Already serving life for deadly shootings in the early 2000s, Atlanta resident Jarvis Matthews just had his future behind bars stretched even further. On April 22, 2026, a federal judge handed Matthews an additional 35 years in prison after finding he ran a sprawling drug‑distribution and money‑laundering network from his cell at Calhoun State Prison.
U.S. District Judge Sarah E. Geraghty ordered the new federal sentence to run consecutively to his state life terms, a move that effectively guarantees Matthews will never leave custody. Prosecutors say the operation leaned on contraband cellphones and a network of runners and cash collectors working across southwest Atlanta, all while Matthews sat in a state prison in Morgan County.
According to the U.S. Attorney’s Office for the Northern District of Georgia, cited by WSB Radio, Matthews coordinated drug deals and money movement from inside Calhoun State Prison.
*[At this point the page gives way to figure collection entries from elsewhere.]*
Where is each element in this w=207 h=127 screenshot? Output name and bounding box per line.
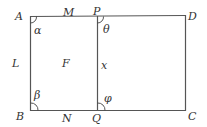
angle-arc-beta: [31, 103, 39, 111]
side-label-L: L: [11, 57, 19, 70]
vertex-label-B: B: [15, 110, 24, 123]
vertex-label-D: D: [187, 10, 197, 23]
angle-arc-alpha: [31, 17, 37, 24]
vertex-label-A: A: [14, 10, 23, 23]
edge-top-AD: [30, 16, 185, 17]
angle-label-alpha: α: [34, 24, 42, 37]
region-label-F: F: [61, 57, 70, 70]
angle-label-phi: φ: [104, 92, 112, 105]
vertex-label-Q: Q: [92, 112, 101, 125]
side-label-M: M: [62, 6, 75, 19]
vertex-label-P: P: [92, 5, 101, 18]
side-label-x: x: [101, 59, 108, 72]
side-label-N: N: [61, 112, 72, 125]
angle-label-beta: β: [33, 89, 40, 102]
vertex-label-C: C: [188, 110, 197, 123]
angle-label-theta: θ: [103, 23, 110, 36]
geometry-diagram: A M P D α θ L F x β φ B N Q C: [0, 0, 207, 127]
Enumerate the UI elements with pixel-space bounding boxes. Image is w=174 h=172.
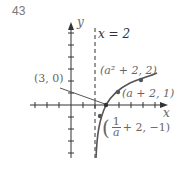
y-axis-label: y — [77, 15, 84, 29]
paren-open: ( — [102, 118, 110, 138]
fraction: 1 a — [112, 117, 121, 138]
y-axis — [68, 22, 74, 158]
point-a2-plus-2 — [139, 78, 143, 82]
x-axis — [30, 102, 168, 108]
label-a2-plus-2: (a² + 2, 2) — [100, 64, 157, 77]
point-3-0 — [104, 103, 108, 107]
label-3-0: (3, 0) — [34, 72, 64, 85]
leader-line — [60, 88, 105, 104]
graph — [0, 0, 174, 172]
label-1-over-a: ( 1 a + 2, −1) — [102, 117, 170, 138]
label-a-plus-2: (a + 2, 1) — [122, 87, 174, 100]
asymptote-label: x = 2 — [98, 27, 130, 41]
point-a-plus-2 — [116, 90, 120, 94]
denominator: a — [113, 128, 120, 138]
frac-rest: + 2, −1) — [123, 121, 170, 134]
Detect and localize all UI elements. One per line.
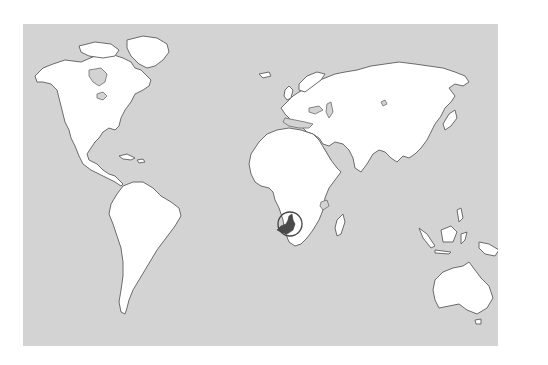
japan (443, 110, 457, 130)
java (435, 250, 451, 254)
iceland (259, 72, 271, 78)
tasmania (475, 319, 481, 324)
sumatra (419, 228, 435, 248)
philippines (457, 208, 463, 222)
cuba (119, 154, 135, 160)
sulawesi (461, 232, 467, 244)
arctic-islands (79, 42, 119, 58)
borneo (441, 226, 457, 242)
world-map (23, 24, 498, 346)
south-america (109, 182, 181, 314)
hispaniola (137, 159, 145, 163)
world-map-svg (23, 24, 498, 346)
australia (433, 262, 493, 314)
madagascar (335, 214, 345, 236)
greenland (127, 36, 169, 68)
new-guinea (479, 242, 498, 256)
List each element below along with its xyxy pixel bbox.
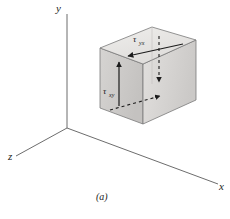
z-axis-label: z [7, 150, 13, 162]
tau-yx-subscript: yx [138, 40, 145, 46]
stress-element-figure: y x z τ yx τ xy (a) [0, 0, 230, 219]
y-axis-label: y [55, 2, 61, 14]
x-axis-label: x [218, 180, 224, 192]
z-axis-line [16, 128, 67, 156]
cube-element [100, 27, 196, 124]
figure-caption: (a) [96, 191, 108, 203]
figure-canvas: y x z τ yx τ xy (a) [0, 0, 230, 219]
x-axis-line [67, 128, 218, 184]
tau-xy-subscript: xy [108, 92, 115, 98]
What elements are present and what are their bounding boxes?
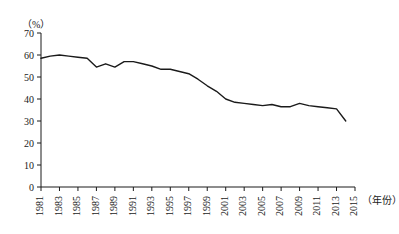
x-tick-label: 2005 — [256, 196, 267, 216]
x-tick-label: 2001 — [219, 196, 230, 216]
x-tick-label: 2007 — [274, 196, 285, 216]
chart-canvas: 0102030405060701981198319851987198919911… — [0, 0, 399, 234]
series-line-bizhong — [41, 55, 346, 121]
x-axis-title: （年份） — [362, 192, 399, 207]
x-tick-label: 1987 — [90, 196, 101, 216]
x-tick-label: 1993 — [145, 196, 156, 216]
y-tick-label: 70 — [24, 28, 34, 39]
y-tick-label: 10 — [24, 160, 34, 171]
x-tick-label: 1995 — [164, 196, 175, 216]
x-tick-label: 1989 — [108, 196, 119, 216]
x-tick-label: 1999 — [201, 196, 212, 216]
y-tick-label: 0 — [29, 182, 34, 193]
x-tick-label: 2013 — [330, 196, 341, 216]
x-tick-label: 1981 — [34, 196, 45, 216]
y-tick-label: 40 — [24, 94, 34, 105]
y-tick-label: 50 — [24, 72, 34, 83]
x-tick-label: 2003 — [237, 196, 248, 216]
y-tick-label: 30 — [24, 116, 34, 127]
y-tick-label: 20 — [24, 138, 34, 149]
x-tick-label: 2011 — [311, 196, 322, 216]
x-tick-label: 1991 — [127, 196, 138, 216]
x-tick-label: 1985 — [71, 196, 82, 216]
y-tick-label: 60 — [24, 50, 34, 61]
x-tick-label: 2009 — [293, 196, 304, 216]
x-tick-label: 1983 — [53, 196, 64, 216]
x-tick-label: 1997 — [182, 196, 193, 216]
x-tick-label: 2015 — [348, 196, 359, 216]
line-chart: （%） 010203040506070198119831985198719891… — [0, 0, 399, 234]
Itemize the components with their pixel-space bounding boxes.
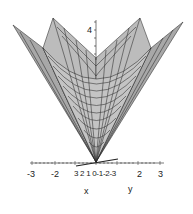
x-tick-label: -3 — [27, 170, 35, 179]
y-axis-label: y — [128, 185, 133, 194]
x-tick-label: 3 — [158, 170, 163, 179]
z-axis — [94, 20, 96, 60]
x-tick-label: -2 — [51, 170, 59, 179]
y-tick-labels: 3 2 1 0-1-2-3 — [74, 170, 116, 178]
x-tick-label: 2 — [137, 170, 142, 179]
surface-plot — [0, 0, 193, 214]
z-tick-label: 4 — [87, 26, 92, 35]
x-axis-label: x — [84, 187, 89, 196]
Prosecutors pressed for a long federal term to make sure the criminal enterprise could not simply continue from behind bars, and the court agreed that the 35‑year sentence would be stacked on top of his existing life sentences.
How investigators say the ring worked
Federal agents launched their probe in early 2022 after tracking a social media account that prosecutors tied to Matthews. Investigators then made a controlled purchase of roughly two kilograms of methamphetamine through one of Matthews’ sons, according to case records.
The investigation escalated from there. As detailed by CBS Atlanta, the FBI secured wiretap warrants and set up surveillance cameras at a stash house while building the case. At trial, witnesses described Matthews using relatives as street‑level distributors and cash handlers, directing them to move drugs and collect proceeds outside the city while he remained locked up.
Scope of the operation and sentences for associates
Prosecutors told jurors that Matthews’ network worked with suppliers in Colombia and California. Reporting by 11Alive noted that the ring moved large quantities of narcotics, prosecutors say hundreds of kilograms, across metro Atlanta while laundering hundreds of thousands of dollars. That portrait of a high‑volume operation was consistent with federal statements summarized by Federal Newswire.
Matthews was convicted in October 2025 on charges that included conspiracy to distribute methamphetamine, heroin and fentanyl, along with a money‑laundering conspiracy count. Court records and media reports show that several relatives and associates were swept up in the same investigation. One co‑defendant received a prison sentence of about eight years, while others drew shorter terms or probation.
What this means for prisons and prosecutors
Hoodline previously dug into Matthews’ 2025 conviction and how investigators traced drug deals to contraband phones inside Calhoun State Prison; see life‑sentenced inmate convicted for more background on that case. The Georgia Department of Corrections has publicly documented ongoing problems with contraband and has warned that unauthorized cellphones remain a major enforcement headache, complicating efforts to keep outside criminal networks from being coordinated from inside prison walls.
Prosecutors say Matthews’ new sentence is meant to do more than punish one man. By coming down hard on an inmate they describe as an in‑facility coordinator, they hope to disrupt supplier networks that rely on incarcerated organizers to keep product and cash flowing on the streets.
“Matthews audaciously used contraband cell phones to run a drug trafficking operation from his state prison cell,” U.S. Attorney Theodore S. Hertzberg said in comments reported by CBS Atlanta. With the 35‑year federal term now in place, authorities say they intend to keep following leads tied to the ring’s suppliers and the financial networks that helped keep the operation running.